The Comparative Toxicogenomics Database (CTD) is a public database that manually curates and codes data from the scientific literature describing how environmental chemicals interact with genes to affect human health. "CTD is the only freely available database of its sort," says Carolyn Mattingly, associate professor of biology at NC State and principal investigator of the CTD program. "It centralizes scientific data on thousands of chemicals and their relationships to genes, molecular pathways and diseases, and combines this information with tools to help scientists explore the impact of environmental exposures on human health."

Cynthia Grondin, research scholar at NC State and lead author of the group's study appearing today in Environmental Health Perspectives, has helped augment the database's content to include information from exposure science articles. These data complement CTD's experimental data with real-world exposure information on human populations and diseases.
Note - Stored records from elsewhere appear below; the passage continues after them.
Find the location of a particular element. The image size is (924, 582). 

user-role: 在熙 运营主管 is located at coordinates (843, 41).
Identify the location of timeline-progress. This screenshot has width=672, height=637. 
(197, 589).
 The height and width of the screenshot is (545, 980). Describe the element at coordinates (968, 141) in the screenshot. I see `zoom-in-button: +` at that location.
Using an initial collection of 3,000 published articles selected for environmental exposures to humans, Ph.D.-level biocurators read the articles and hand-curated the data. They collected 54 types of data from each paper, including: the chemical involved in the exposure; demographic information on the exposed population; how the chemical was measured; and what effects were observed - including disease outcomes. Data were captured in a systematic way, incorporated into CTD and released publicly in March 2016.

"Combining this information with the more than 30 million chemical-gene-disease interactions already in CTD really expands the way users can analyze the data, by grounding experimental data in real-world contexts and providing mechanistic information to population-based studies," says Grondin.
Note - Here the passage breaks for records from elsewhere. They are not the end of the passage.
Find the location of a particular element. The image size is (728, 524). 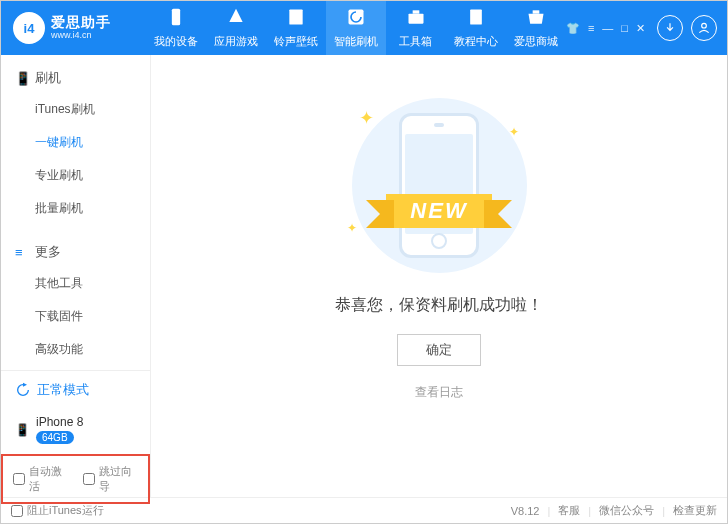

checkbox-skip-guide: 跳过向导 is located at coordinates (111, 479).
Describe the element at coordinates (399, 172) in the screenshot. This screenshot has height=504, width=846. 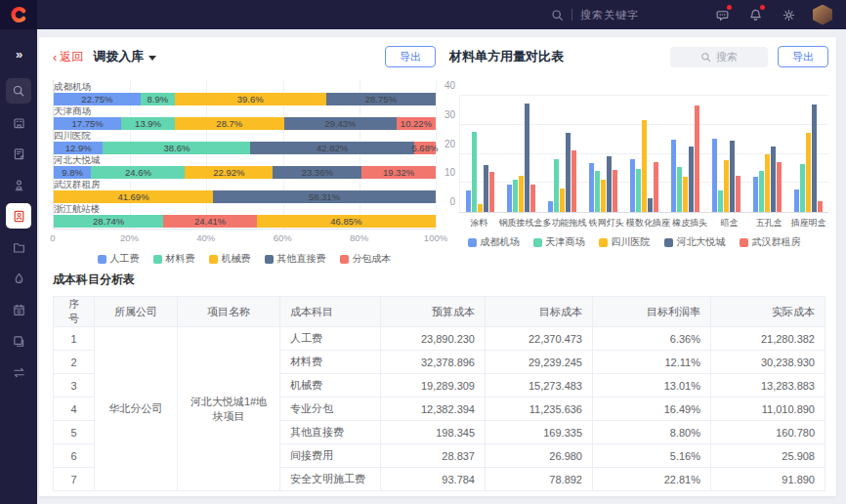
I see `bar-segment: 19.32%` at that location.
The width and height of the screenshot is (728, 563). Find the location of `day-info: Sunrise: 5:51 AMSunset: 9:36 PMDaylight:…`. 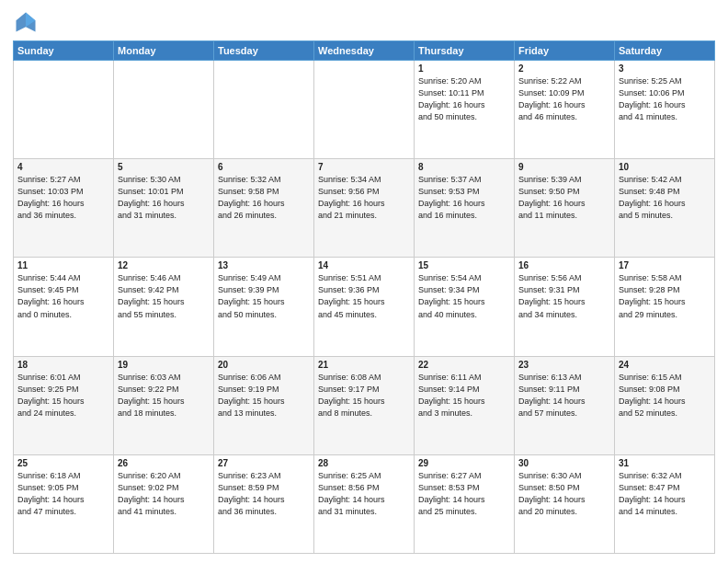

day-info: Sunrise: 5:51 AMSunset: 9:36 PMDaylight:… is located at coordinates (364, 296).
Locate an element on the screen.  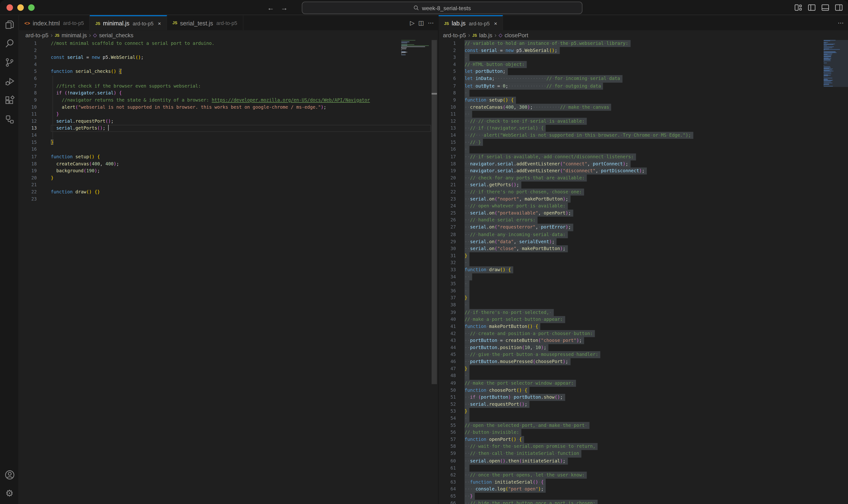
forward-arrow-icon: → is located at coordinates (284, 7).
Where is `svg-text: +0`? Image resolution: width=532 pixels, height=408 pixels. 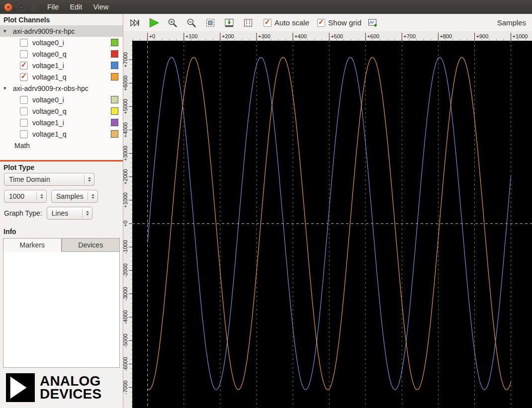
svg-text: +0 is located at coordinates (152, 36).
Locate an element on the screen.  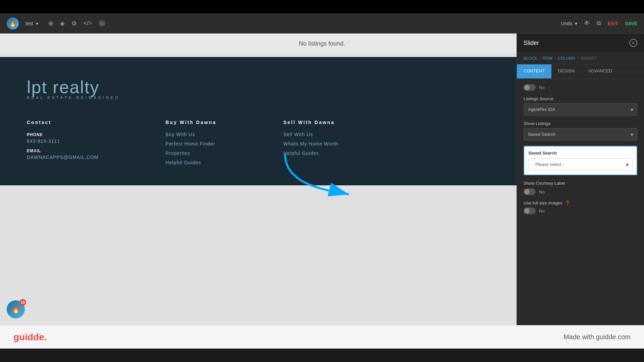
listings-source-group: Listings Source AgentFire IDX is located at coordinates (580, 106).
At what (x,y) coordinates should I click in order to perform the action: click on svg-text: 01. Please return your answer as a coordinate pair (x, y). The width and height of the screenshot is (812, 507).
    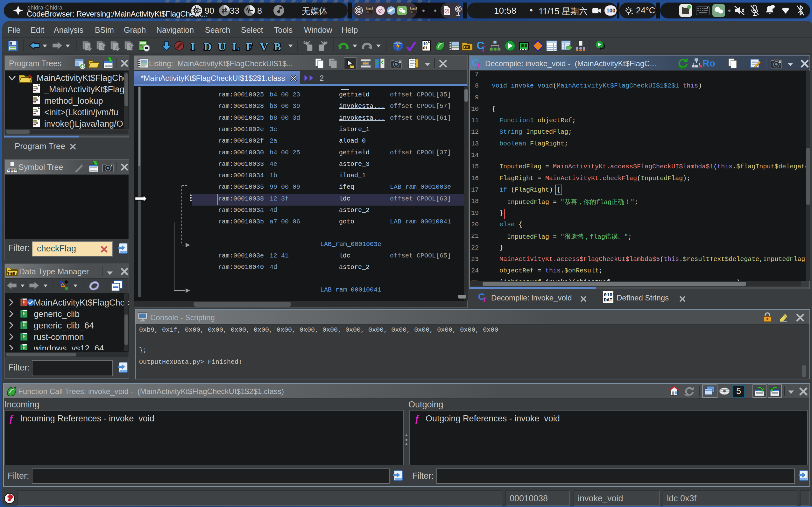
    Looking at the image, I should click on (425, 48).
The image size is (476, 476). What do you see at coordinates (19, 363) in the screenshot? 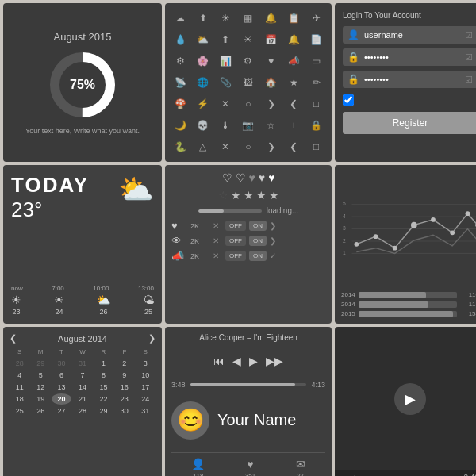
I see `cal-d28: 28` at bounding box center [19, 363].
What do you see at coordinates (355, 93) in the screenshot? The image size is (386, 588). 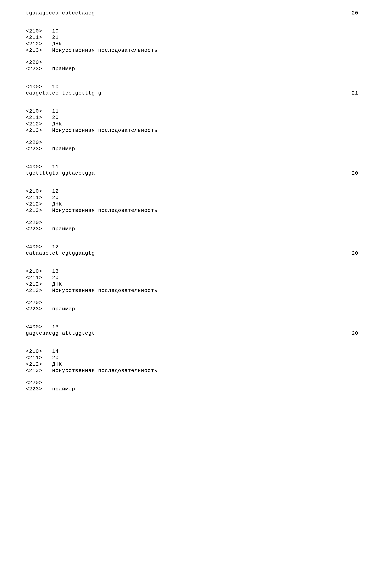 I see `sequence-length: 21` at bounding box center [355, 93].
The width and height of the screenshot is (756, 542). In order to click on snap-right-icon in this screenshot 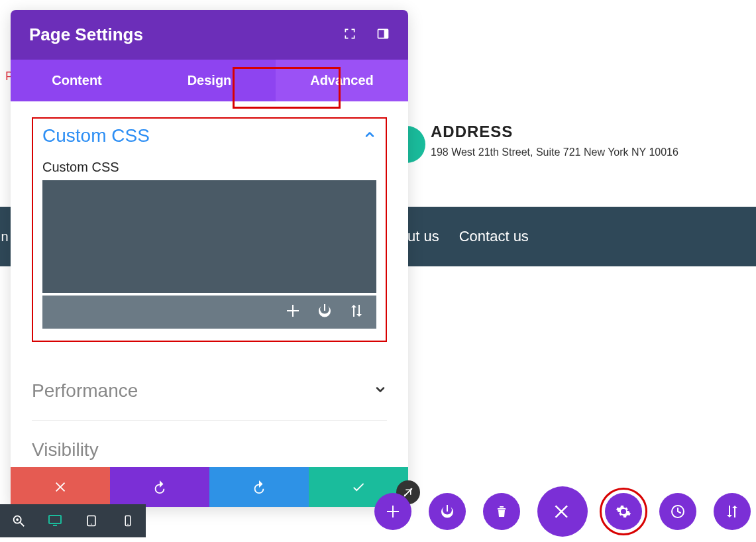, I will do `click(383, 35)`.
In another CTD study released today in PLOS ONE, Allan Peter Davis, biocuration project manager for CTD and lead author, developed a new method to find potential biological similarities between seemingly unrelated diseases. Discovering commonalities between diseases can have a big impact on drug development and treatment options for patients, as the ability to use established drugs to effectively treat several different diseases can save both time and money.

To determine whether a drug can be used to treat more than one disease, scientists look for overlaps between the set of genes that play a role in each disease: the more genes in common, the more likely the drug can be repurposed to treat both illnesses. The problem is that not all the genes involved in any one disease are always known.

Davis and the CTD team took the catalog of genes known to be associated with diseases from CTD and joined this data with a separate dataset called Gene Ontology (GO), which provides three types of descriptions for every gene: the gene product's molecular function (what the protein does), its cellular localization (where it works in the cell) and its biological process (what roles it plays). By integrating these data sets, the CTD team produced a resource that linked over 15,000 GO annotations to 4,200 human diseases, giving them a "big picture" ability to detect biological similarities at a level above individual genes.

The team constructed a matrix that compared 4,200 human diseases and their GO annotations against one another, and then sorted the data to find the top pairs of diseases with the most significant GO overlaps. They next tested to see if they could identify drugs that could hypothetically be repurposed to treat other diseases. The group used the matrix to discover and rank 39 drugs that are currently used to treat a type of nerve cell cancer as possible therapeutics to also treat chronic B-cell leukemia. "The potential is amazing," Davis says. "Pharmaceutical scientists can use this free resource to test new avenues for drug repositioning and potentially expanded treatment options."